Dad,
The internet is full of great quotes that famous people never said. One of my favorite things G.K. Chesterton probably never said is that “The most extraordinary thing in the world is an ordinary man and an ordinary woman and their ordinary children.”
If he ever had said it, he would have been absolutely right. What we think of as the basic family unit is deceptively unusual in the scope of history. It can only become the norm in a culture whose “rules of morality are clear,” which is something you did say, yesterday, in your letter.
It makes me think of a comedy special we both watched on Netflix recently, by the famously clean and openly Christian comedian Nate Bargatze. To me Bargatze’s comedy represents a “normie revival,” in which the basic assumptions of normal people are becoming acceptable and even aspirational again.
After wallowing for decades in the unfunny grievances of fashionably damaged weirdos like Hannah Gadsby, standup is gravitating back toward older riffs on the charming quirks of domestic life. Like the “wifejak” meme trend, Bargatze’s routine depends on shared mass affection for the way most people, most of the time, want to live.
At the same time, and not coincidentally, debate is raging on Twitter over whether a comfortable middle-class American existence is even possible or desirable anymore. Chris Rufo says yes, times may be tough economically but that’s no reason not to buckle down and build. Dissident celebrity Bronze Age Pervert replies that the wage jobs which used to sustain a happy family have become prohibitively demoralizing and underpaid.
Myself, I can’t help feeling like what’s at issue here is the spiritual horizon of everyday life. It may surprise our readers to learn this, but most people are normal. By definition, we can’t all win extraordinary recognition or wealth. So, also by definition, widespread happiness depends on the possibility of achieving fulfillment without the glamor and excitement of becoming a world-historic figure.
If there's no reward for life on offer besides the worldly goods of money and fame, normalcy becomes drudgery. This is probably why a purely secular society is doomed to generate mass discontent: by its nature, it can never satisfy most of its members.
I think it follows that the test of true religion is whether it can make an adventure out of being merely human. Something Chesterton actually did say is that “even nursery tales only echo an almost pre-natal leap of interest and amazement. These tales say that apples were golden only to refresh the forgotten moment when we found that they were green. They make rivers run with wine only to make us remember, for one wild moment, that they run with water.”

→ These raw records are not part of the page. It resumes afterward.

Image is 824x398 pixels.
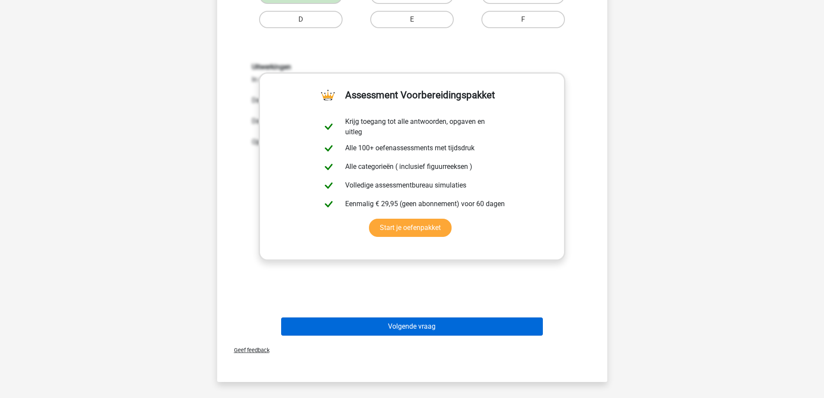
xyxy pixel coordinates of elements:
h6: Uitwerkingen [252,63,573,71]
a: Start je oefenpakket [369,218,452,237]
label: E [370,11,454,28]
label: F [481,11,565,28]
button: Volgende vraag [281,317,543,335]
span: Geef feedback [227,347,270,353]
label: D [259,11,343,28]
div: In deze opgave heeft elke rij een eigen patroon. De drie figuren in de bovenste rij bewegen steed... [245,63,579,147]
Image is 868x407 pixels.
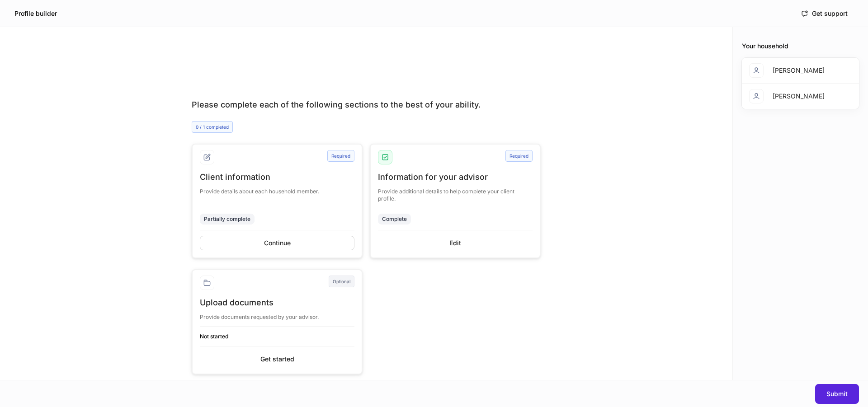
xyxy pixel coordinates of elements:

The fact of existence, rather than nothingness, is itself astonishing. In the same vein, Isaiah once stressed that the messiah would look like any other human, with “nothing in his appearance to attract our attention.” From this I gather that what looks outwardly like normalcy is already, inwardly, a miracle.
Love,
Spencer
Young people do believe they can’t afford children. Quick anecdote, I was talking to a young man working in a Lego store yesterday. He said he couldn’t afford children. I told him, times have always been tough. I was in high school during the stagflation years of Jimmy Carter. Mortgage rates could be as high as 17%. I didn’t bother going into earlier generation’s struggles. The problem today is people expect so much more, stuff, keeping up with the Joneses syndrome if you will. But a normal life, without online videos of a glamorous lifestyle can be wonderful.
You have touched upon what I call glory in the daily-ness of life. It creates contentment and a profound sense of accomplishment when cultivated. If you are capable of a small stab of joy when your windowsill cactus puts out a tentative bud; or a beautifully written line of prose stirs your admiration; If you can enjoy a laugh at your own folly and stupidity, then forgive yourself, as you forgive others, with a vision of connectedness to imperfect humanity; if you can truly thank God, with a heart ripe with gratitude for His care ... well, I'm sure you get the idea. Add children and grandchildren, and you are in the midst of Goodness Itself.